It’s getting harder and harder to get your customer’s attention. They are deluged with information, so they scan-click-delete.

Yet they cry out in the night for someone to explain things simply.

The rules of modern Marketing have changed, and it’s only going to get worse. You’d better find the most effective, most efficient marketing techniques to nurture your leads and build trust and loyalty with your Audience, or you’ll be left behind.

One technique stands out above all the rest – Teaching

Offering free classes helps you sell your services and products, and fill your mastermind groups and your paid classes and events. But there are tricks to doing is right or you’ll lose your lovely customers in a heartbeat!
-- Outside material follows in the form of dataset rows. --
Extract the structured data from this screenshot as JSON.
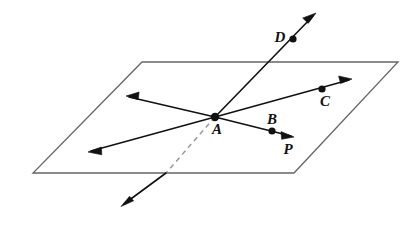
{
  "figure": {
    "background_color": "#ffffff",
    "plane_stroke_color": "#666666",
    "ray_stroke_color": "#111111",
    "dashed_stroke_color": "#999999",
    "label_color": "#111111",
    "width": 409,
    "height": 226
  },
  "plane": {
    "name": "plane-P",
    "label": "P",
    "label_x": 288,
    "label_y": 154,
    "corners": [
      {
        "name": "top-left",
        "x": 142,
        "y": 62
      },
      {
        "name": "top-right",
        "x": 398,
        "y": 62
      },
      {
        "name": "bottom-right",
        "x": 294,
        "y": 173
      },
      {
        "name": "bottom-left",
        "x": 33,
        "y": 173
      }
    ]
  },
  "points": [
    {
      "id": "A",
      "label": "A",
      "x": 215,
      "y": 117,
      "label_x": 217,
      "label_y": 134,
      "dot_r": 4.2,
      "in_plane": true
    },
    {
      "id": "B",
      "label": "B",
      "x": 272,
      "y": 131,
      "label_x": 272,
      "label_y": 124,
      "dot_r": 3.6,
      "in_plane": true
    },
    {
      "id": "C",
      "label": "C",
      "x": 322,
      "y": 89,
      "label_x": 325,
      "label_y": 106,
      "dot_r": 3.6,
      "in_plane": true
    },
    {
      "id": "D",
      "label": "D",
      "x": 293,
      "y": 39,
      "label_x": 280,
      "label_y": 42,
      "dot_r": 3.6,
      "in_plane": false
    }
  ],
  "rays": [
    {
      "name": "ray-AC",
      "from": "A",
      "through": "C",
      "x1": 215,
      "y1": 117,
      "x2": 352,
      "y2": 79,
      "dashed": false,
      "arrow_start": false,
      "arrow_end": true
    },
    {
      "name": "ray-AB",
      "from": "A",
      "through": "B",
      "x1": 215,
      "y1": 117,
      "x2": 294,
      "y2": 137,
      "dashed": false,
      "arrow_start": false,
      "arrow_end": true
    },
    {
      "name": "ray-A-upper-left",
      "from": "A",
      "through": "",
      "x1": 215,
      "y1": 117,
      "x2": 126,
      "y2": 96,
      "dashed": false,
      "arrow_start": false,
      "arrow_end": true
    },
    {
      "name": "ray-A-lower-left",
      "from": "A",
      "through": "",
      "x1": 215,
      "y1": 117,
      "x2": 88,
      "y2": 152,
      "dashed": false,
      "arrow_start": false,
      "arrow_end": true
    }
  ],
  "line_AD": {
    "name": "line-AD",
    "upper_segment": {
      "x1": 215,
      "y1": 117,
      "x2": 316,
      "y2": 13,
      "arrow_end": true,
      "dashed": false
    },
    "hidden_segment": {
      "x1": 215,
      "y1": 117,
      "x2": 166,
      "y2": 173,
      "dashed": true,
      "note": "behind plane"
    },
    "lower_segment": {
      "x1": 166,
      "y1": 173,
      "x2": 121,
      "y2": 206,
      "arrow_end": true,
      "dashed": false
    }
  },
  "arrowhead": {
    "length": 11,
    "half_width": 4.2
  }
}
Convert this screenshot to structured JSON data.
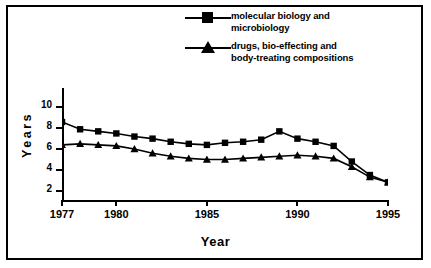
{
  "chart_data": {
    "type": "line",
    "title": "",
    "xlabel": "Year",
    "ylabel": "Years",
    "xlim": [
      1977,
      1995
    ],
    "ylim": [
      1,
      11
    ],
    "xticks": [
      1977,
      1980,
      1985,
      1990,
      1995
    ],
    "yticks": [
      2,
      4,
      6,
      8,
      10
    ],
    "grid": false,
    "legend_position": "top-center",
    "x": [
      1977,
      1978,
      1979,
      1980,
      1981,
      1982,
      1983,
      1984,
      1985,
      1986,
      1987,
      1988,
      1989,
      1990,
      1991,
      1992,
      1993,
      1994,
      1995
    ],
    "series": [
      {
        "name": "molecular biology and microbiology",
        "marker": "square",
        "values": [
          8.5,
          7.8,
          7.6,
          7.4,
          7.1,
          6.9,
          6.6,
          6.4,
          6.3,
          6.5,
          6.6,
          6.8,
          7.6,
          6.9,
          6.6,
          6.2,
          4.7,
          3.4,
          2.7
        ]
      },
      {
        "name": "drugs, bio-effecting and body-treating compositions",
        "marker": "triangle",
        "values": [
          6.3,
          6.4,
          6.3,
          6.2,
          5.9,
          5.5,
          5.2,
          5.0,
          4.9,
          4.9,
          5.0,
          5.1,
          5.2,
          5.3,
          5.2,
          5.0,
          4.2,
          3.2,
          2.7
        ]
      }
    ]
  },
  "legend": {
    "items": [
      {
        "label_line1": "molecular biology and",
        "label_line2": "microbiology",
        "marker": "square-marker"
      },
      {
        "label_line1": "drugs, bio-effecting and",
        "label_line2": "body-treating compositions",
        "marker": "triangle-marker"
      }
    ]
  },
  "axes": {
    "y_label": "Years",
    "x_label": "Year",
    "y_tick_labels": [
      "10",
      "8",
      "6",
      "4",
      "2"
    ],
    "x_tick_labels": [
      "1977",
      "1980",
      "1985",
      "1990",
      "1995"
    ]
  }
}
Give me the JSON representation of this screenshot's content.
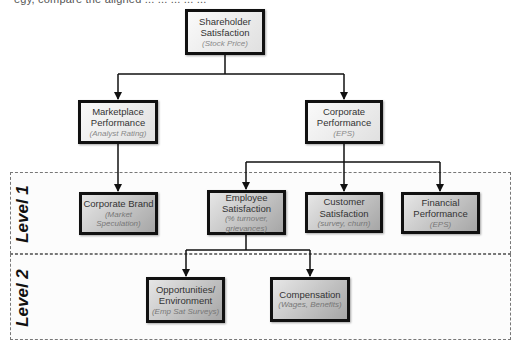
{
  "cut_header_text": "egy, compare the aligned ... ... ... ... ...",
  "levels": [
    {
      "id": "level-1",
      "label": "Level 1"
    },
    {
      "id": "level-2",
      "label": "Level 2"
    }
  ],
  "nodes": {
    "shareholder": {
      "title": "Shareholder Satisfaction",
      "sub": "(Stock Price)"
    },
    "marketplace": {
      "title": "Marketplace Performance",
      "sub": "(Analyst Rating)"
    },
    "corporate_perf": {
      "title": "Corporate Performance",
      "sub": "(EPS)"
    },
    "corporate_brand": {
      "title": "Corporate Brand",
      "sub": "(Market Speculation)"
    },
    "employee": {
      "title": "Employee Satisfaction",
      "sub": "(% turnover, grievances)"
    },
    "customer": {
      "title": "Customer Satisfaction",
      "sub": "(survey, churn)"
    },
    "financial": {
      "title": "Financial Performance",
      "sub": "(EPS)"
    },
    "opportunities": {
      "title": "Opportunities/ Environment",
      "sub": "(Emp Sat Surveys)"
    },
    "compensation": {
      "title": "Compensation",
      "sub": "(Wages, Benefits)"
    }
  },
  "edges": [
    [
      "shareholder",
      "marketplace"
    ],
    [
      "shareholder",
      "corporate_perf"
    ],
    [
      "marketplace",
      "corporate_brand"
    ],
    [
      "corporate_perf",
      "employee"
    ],
    [
      "corporate_perf",
      "customer"
    ],
    [
      "corporate_perf",
      "financial"
    ],
    [
      "employee",
      "opportunities"
    ],
    [
      "employee",
      "compensation"
    ]
  ]
}
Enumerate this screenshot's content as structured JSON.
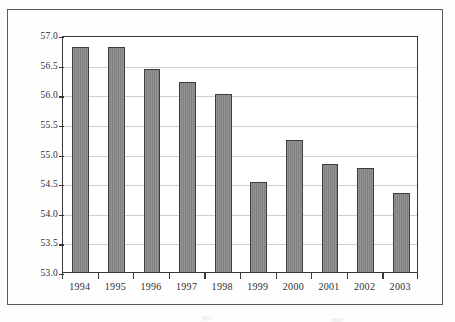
{
  "chart_data": {
    "type": "bar",
    "title": "",
    "subtitle": "",
    "xlabel": "",
    "ylabel": "",
    "categories": [
      "1994",
      "1995",
      "1996",
      "1997",
      "1998",
      "1999",
      "2000",
      "2001",
      "2002",
      "2003"
    ],
    "values": [
      56.8,
      56.8,
      56.42,
      56.2,
      56.0,
      54.52,
      55.22,
      54.83,
      54.75,
      54.33
    ],
    "series": [
      {
        "name": "",
        "values": [
          56.8,
          56.8,
          56.42,
          56.2,
          56.0,
          54.52,
          55.22,
          54.83,
          54.75,
          54.33
        ]
      }
    ],
    "ylim": [
      53.0,
      57.0
    ],
    "ytick_labels": [
      "57.0",
      "56.5",
      "56.0",
      "55.5",
      "55.0",
      "54.5",
      "54.0",
      "53.5",
      "53.0"
    ],
    "ytick_values": [
      57.0,
      56.5,
      56.0,
      55.5,
      55.0,
      54.5,
      54.0,
      53.5,
      53.0
    ],
    "grid": true,
    "legend": "none",
    "bar_color": "#87878a",
    "bar_edge_color": "#3c3b3f",
    "gridline_color": "#cfcfcf",
    "axis_color": "#37363a",
    "annotations": []
  }
}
Getting to Know You … as a Teacher

Teaching gives your audience the personal interaction with you that’s missing in most marketing techniques. When they get to experience you in a very personal way — whether it’s through a in-person presentation, a video conference or a webinar — it builds a connection that lives on long after the class ends.

Whether at a live event, or through a webinar or teleseminar, teaching helps you be seen as an expert in a very crowded marketplace. It helps you expand your reach — and your revenue. Your students remember you as the person who has the answers.

Best of all, you get to share what you know with your audience, which empowers and inspires them.

You’ve Got to be Well-Prepared

Want to run an excellent class to use as a marketing tool — one that students talk about and share with their friends and colleagues?

Start with a brilliant class plan.

Not only will you cover amazingly helpful content, but you’ll be more relaxed and teach it better if you have a plan.

Here are the six steps to designing a class to use as a marketing tool:

  1. Start with what the audience wants to learn. Students don’t care about what you want to teach. They only care about what they want to learn. So do your market research and ask your audience what challenges they have, then design a class around solving those problems.
  2. Write a sizzling lesson plan. Map out what you’re going to say, in a logical order that simplifies the information. Take the information that’s overloading your audience, and sift it into what’s most important, with usable action steps.
  3. Design a red-hot opening. You’ve been in those “salesinars” where the teacher spends the first 20 minutes talking about themselves. Your eyes roll back in your head and you mumble, “When will this teacher ever get to the important content?” Don’t do that to your students — they deserve better for committing their time to attending your class. Start with a big bang: huge, useful content in the first 5 minutes. Then they’ll be saying, “Oh, I can’t wait to hear what comes next!”
  4. Make it interactive. Create discussion questions, tell stories and create exercises so your students don’t fall asleep halfway through. Adult students need you to change the pace of the class every 10 minutes or so. “All lecture” classes are a thing of the past, and there are dozens of teaching strategies that put some jazz into your class design. Remember that there’s a high ratio of lurkers to participants, so learn how to reach both introverts and extroverts and learn how to engage them in the learning conversation.
  5. Set your marketing goals. Whether you’re offering a free class to build your mailing list or you’re introducing your audience to a new product or service, have specific marketing goals for your class so you can measure if it’s working.
  6. Have a plan for what you’ll do, after the class, to continue the conversation. Your class isn’t a one-off marketing technique, it’s part of a bigger marketing plan. Decide how you’ll follow-up with the participants. Consider a post-class email marketing campaign that provides them with recordings, handouts and resources to cement what they’ve learned and remind them of the products or services you offer.

Choose a Teaching Method

Once you’ve designed your class, it’s time to decide which delivery method to use.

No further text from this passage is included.